Organisational restructuring requisite for business transformation

Paul Potgieter, Managing Director UAE, Dimension Data.
6 years ago

As organisations get moving on the digital transformation road map, they may abruptly find themselves running more on a bumpy dirt track rather than a Formula One race course with expected high-speed pit-stops. The learnings from this experience are sometimes hard to accept.

One of the key reasons for the bumpy track is that existing organisational structures are often incompatible with the requirements of delivering digital experiences to customers. Organisations need to take a deep breath and start relooking at their structure from the point of view of the customer rather than traditional departmental silos and legacy job functions.

One of the key changes likely to happen across 2019 is that organisations moving down the path of digital transformation will restructure to bring in flexibility so that they can refocus on what the customer wants.

Digital technologies will be leveraged to enhance the customer experience and project teams will work together to rebuild the organisation around customer data, innovative experiences, revamped business processes, and redesigned job roles. This will help the organisation to move forward rather than face resistance, similar to fitting a square peg into a round hole.

Other than organisational structure, another area that will need revamp in 2019 will be the approach around generating, accessing and analysing customer data. Organisations beginning their digital transformation exercise will quickly realise that they have a lot of data that they do not need, and very little data that they do need, to begin their journey into understanding customer insights. Organisations will need to build new processes to generate the data that they do need and also build new structures to aid in the analysis of that data.

In order to build their repositories of insightful and valuable, customer centric data across 2019, organisations will be successful this time around by investing in the Internet of Things. By investing in sensors, devices, applications, connected core and edge networks, across entire business processes and supply chains, organisations will begin to realise how to generate their return on investments through customer data aggregation and analytics.
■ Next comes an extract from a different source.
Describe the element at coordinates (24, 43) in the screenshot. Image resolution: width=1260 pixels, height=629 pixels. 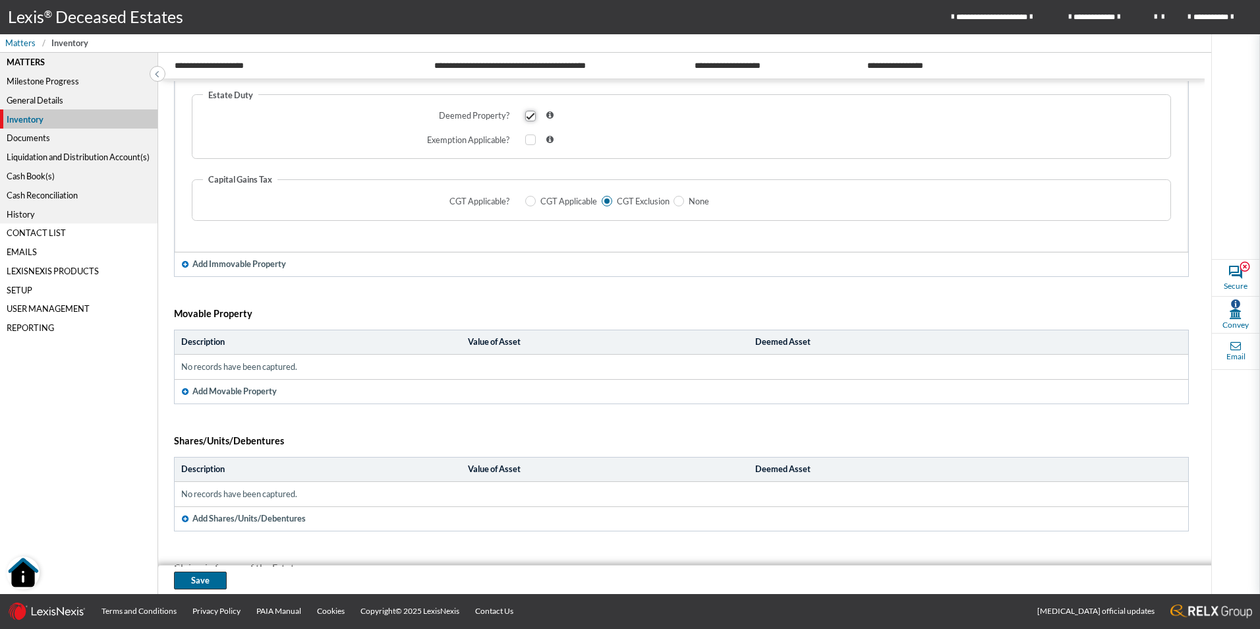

Not only will organisations be more successful in 2019 by investing in the Internet of Things, for their own data analytics, but they will also begin to see the value in blending into their data, repositories from third party data sources.

This may include data from open data platforms maintained by national government agencies such as weather, population demographics, urban statistics, vehicular movements as well as open data repositories from global agencies. By building correlations between their own data and other third-party data sources, organisations will better model customer behavior and responses in a predictive manner, yielding better return on investments and net new revenue sources.

Successful availability of data across the entire customer experience and business supply chain will give organisations the confidence to open up their inventory and delivery in a real time manner to suppliers, partners and end-customers. As suppliers, partners and end-customers get access to not only current levels of product and stock availability but also future levels in a predictive manner, they will also begin to engage in a more proactive manner.

This enhanced level of supply chain forecasting with predictive demand levels, combined with ERP, CRM, artificial intelligence, robotics and automation, promises to be one of the exciting new trends in 2019.

Automation using robotic processes will drive huge gains across 2019 as machine learning, neural networks and artificial intelligence are progressively added to the complete end to end of business processes. Geographical compliance challenges coupled with market behavior will be a key driver for the adoption of more and more automation driving predictive behavior of demand levels for a product or service.

Other drivers for the adoption of robotic process automation will be the ability to reduce costs of operation, enhanced support levels for customer demands, and ability to deliver personalised experiences effectively.

As organisations begin to make progress in their digital transformation exercise in 2019, another key learning and realisation for them will be the availability of prebuilt digital technology services, frameworks, and platforms. As much as possible, digital transformation adopters need to reach out and access service partners who have prepared such tools and building blocks for them.

There is little need for such organisations dabbling in the early stages of digital transformation to start building the blocks themselves or start tackling the complexities of creating such platforms.

It is far easier to leave the challenges and complexities of building and managing the digital technology components of 2019 to vendors and their service partners and focus on making progress in the organisation’s digital transformation objectives. Organisations adopting an active role of buying-in managed technology services, will find themselves making accelerated progress in their journeys.

They will also find it easier to invest and build scale around pre-tested, compliant and secure platforms, that are reliable building blocks for their onward transformation journeys. Success in 2019 appears to be more predictive than before.


Key takeaways

  • Organisations adopting an active role of buying-in managed technology services, will find themselves making accelerated progress in their journeys.
  • Automation using robotic processes will drive huge gains across 2019 as machine learning, neural networks and artificial intelligence are added.
  • Organisations moving down the path of digital transformation will restructure to bring in flexibility so they can refocus on what the customer wants.
  • Another area that will need revamp in 2019 will be the approach around generating, accessing and analysing customer data.
  • One of the reasons for the bumpy track is that existing organisational structures are incompatible with requirements of digital experiences.
  • Organisations need to start relooking at their structure from the point of view of the customer rather than traditional departmental silos and legacy job functions.
  • One of the key changes likely to is that organisations will restructure to bring in flexibility so they can refocus on what the customer wants.

Organisations will be compelled to relook at their structure, job roles, to enable successful digital transformation across 2019, explains Paul Potgieter at Dimension Data.